Washington’s Court of Appeals Protects Contracting Parties’ Rights to Define the Terms of their Indemnity Agreements

It has long been the law in Washington that contracting parties are free to draft contractual indemnity agreements to allocate risk arising from performance of the work, and Courts will generally enforce those agreements as written. This well-settled principle was recently reaffirmed in King County v. CPM Development Corp., dba ICON Materials[1] a decision from Division I of the Washington Court of Appeals, wherein one party to an indemnity agreement attempted to evade its contractual obligations by arguing that certain common law indemnity principles supersede the written terms. This appeal followed a multi-week jury trial from which the client and Ahlers Cressman and Sleight legal team, including Lindsay Watkins, Klien Hilliard, and Christina Granquist, obtained a seven-figure judgment in the client’s favor, including an award of all attorneys’ fees and costs. 

ICON was the general contractor on a Vashon Island Highway Pavement project for King County. Part of the work on the project involved hauling away and disposing of ground milled asphalt (the “millings”) at King County-approved sites. ICON and D&R Excavating Inc., (“D&R”) executed a subcontract for D&R to perform that work. The subcontract incorporated the contract between ICON and King County, including the obligation to stockpile millings only at approved sites. D&R, however, did not obtain the requisite approvals from King County, and placed the millings at various sites on the Island, including locations that King County explicitly rejected.

Notwithstanding numerous stop work orders, demands, and directives from the County threatening D&R, D&R’s owners, and ICON with assessment of civil penalties, liquidated damages, and other consequences for the improper stockpiling and placement of millings, and ICON’s repeated notices and demands to D&R requesting that D&R take action to remove the millings or resolve the matter with King County, D&R did nothing. Eventually, ICON had no choice but to terminate its contract with D&R and take over D&R’s work, a decision that D&R never protested. ICON was able to, at considerable expense, remediate several of the properties on which D&R improperly stockpiled millings.

It is in precisely these kinds of circumstances that contractual indemnity provisions are important. The subcontract included a comprehensive indemnity provision in which D&R agreed it would defend, indemnify, and hold ICON harmless for any losses, costs, claims, demands, penalties, damages, expenses, or liabilities arising in connection with D&R’s work and to the extent of D&R’s default. Consistent with the subcontract, ICON tendered defense and indemnity to D&R. However, D&R refused the tender.

In the lawsuit that followed, ICON successfully moved for partial summary judgment on its claim that D&R breached the indemnity provision of the Subcontract. Eventually, a jury entered a verdict against D&R awarding ICON the full amount of damages it incurred in remediating the properties, plus its attorneys’ fees and costs.

D&R then appealed, arguing that the court erred in ruling that D&R breached the indemnity provision as a matter of law. Relying on common law principles typically used in the tort context, D&R contended that the plain language of the provision has no effect and is not triggered unless the indemnitee (ICON) first proves that it was actually liable to a third party (King County). D&R asserted this argument despite the fact that the subcontract does not have any such requirement and that the protections ICON negotiated in that indemnity provision were clearly applicable.

The Court was unconvinced by D&R’s arguments, holding that the indemnity provision was drafted to allow ICON to recover its damages arising from D&R’s work and default regardless of whether actual liability to a third party was proven. The Court declined D&R’s invitation to totally restructure the terms of the indemnity provision and inject conditions on ICON’s rights that were contrary to the plain language. Although the common law principles on which D&R relied might apply where there is no contractual indemnity agreement, they were inapplicable here, where the parties bargained for and negotiated the scope of D&R’s indemnity obligations. In so holding, the Court was in good company, relying on a multitude of prior decisions that consistently enforce contractual indemnity agreements as written. Notably, the Court recognized that “Washington law has long recognized that common law defenses cannot defeat the express language of a contractual indemnification provision. To hold otherwise ‘would frustrate the reasonable expectations of the contracting parties and thus interfere with their freedom to contract.’” Id. (internal citations omitted) (quoting Stocker v. Shell Oil Co., 105 Wn.2d 546, 549-50, 716 P.2d 306 (1986)).

D&R appealed this decision to the Supreme Court, but the Supreme Court declined to hear the issue. Ahlers Cressman and Sleight lawyers Lindsay Watkins, Margarita Kutsin, and Larry Glosser handled the appeal.

Commentary:

This Court’s decision emphasizes the critical nature of contractual indemnity provisions as a method for allocating risk arising from work performed by the contracting parties. Accordingly, parties to a contract containing an indemnity provision should take care to carefully evaluate the provision and to understand the scope and terms under which a duty to indemnify, defend, and hold harmless might arise. Given the consistent approach by Washington courts to enforce indemnity provisions as written, parties seeking to avoid an obligation clearly spelled out in the contract are unlikely to find refuge in the common law.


- [Exercise brief]
The records below need to be printed in full. Keep each one exact.

- [Data to examine]

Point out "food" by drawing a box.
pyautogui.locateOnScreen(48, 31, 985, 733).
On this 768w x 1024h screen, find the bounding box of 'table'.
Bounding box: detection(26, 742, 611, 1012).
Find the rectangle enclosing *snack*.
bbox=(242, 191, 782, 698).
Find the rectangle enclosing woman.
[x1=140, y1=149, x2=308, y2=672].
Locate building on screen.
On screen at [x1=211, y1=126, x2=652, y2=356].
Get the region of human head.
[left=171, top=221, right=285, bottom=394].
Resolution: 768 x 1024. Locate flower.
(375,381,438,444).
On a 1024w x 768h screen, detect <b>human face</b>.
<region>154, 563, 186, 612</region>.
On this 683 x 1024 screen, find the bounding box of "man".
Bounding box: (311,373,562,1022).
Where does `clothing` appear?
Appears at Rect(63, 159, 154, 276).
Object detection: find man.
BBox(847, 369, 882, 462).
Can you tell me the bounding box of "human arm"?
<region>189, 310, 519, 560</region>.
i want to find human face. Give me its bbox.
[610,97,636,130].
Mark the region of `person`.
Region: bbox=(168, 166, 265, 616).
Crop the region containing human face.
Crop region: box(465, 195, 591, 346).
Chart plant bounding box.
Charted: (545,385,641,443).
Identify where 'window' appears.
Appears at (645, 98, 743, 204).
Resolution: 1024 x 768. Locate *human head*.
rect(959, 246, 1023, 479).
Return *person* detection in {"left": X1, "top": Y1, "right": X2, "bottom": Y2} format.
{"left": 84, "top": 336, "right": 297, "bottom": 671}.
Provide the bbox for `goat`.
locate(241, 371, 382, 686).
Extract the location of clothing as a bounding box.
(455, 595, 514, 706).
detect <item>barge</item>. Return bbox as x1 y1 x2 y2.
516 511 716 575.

- [Response below]
Point out "food" by drawing a box.
pyautogui.locateOnScreen(48, 31, 985, 733).
On this 768w x 1024h screen, find the bounding box of 'table'.
Bounding box: detection(26, 742, 611, 1012).
Find the rectangle enclosing *snack*.
bbox=(242, 191, 782, 698).
Find the rectangle enclosing woman.
[x1=140, y1=149, x2=308, y2=672].
Locate building on screen.
On screen at [x1=211, y1=126, x2=652, y2=356].
Get the region of human head.
[left=171, top=221, right=285, bottom=394].
Resolution: 768 x 1024. Locate flower.
(375,381,438,444).
On a 1024w x 768h screen, detect <b>human face</b>.
<region>154, 563, 186, 612</region>.
On this 683 x 1024 screen, find the bounding box of "man".
Bounding box: (311,373,562,1022).
Where does `clothing` appear?
Appears at Rect(63, 159, 154, 276).
Object detection: find man.
BBox(847, 369, 882, 462).
Can you tell me the bounding box of "human arm"?
<region>189, 310, 519, 560</region>.
i want to find human face. Give me its bbox.
[610,97,636,130].
Mark the region of `person`.
Region: bbox=(168, 166, 265, 616).
Crop the region containing human face.
Crop region: box(465, 195, 591, 346).
Chart plant bounding box.
Charted: (545,385,641,443).
Identify where 'window' appears.
Appears at (645, 98, 743, 204).
Resolution: 1024 x 768. Locate *human head*.
rect(959, 246, 1023, 479).
Return *person* detection in {"left": X1, "top": Y1, "right": X2, "bottom": Y2} format.
{"left": 84, "top": 336, "right": 297, "bottom": 671}.
Provide the bbox for `goat`.
locate(241, 371, 382, 686).
Extract the location of clothing as a bounding box.
(455, 595, 514, 706).
detect <item>barge</item>. Return bbox as x1 y1 x2 y2.
516 511 716 575.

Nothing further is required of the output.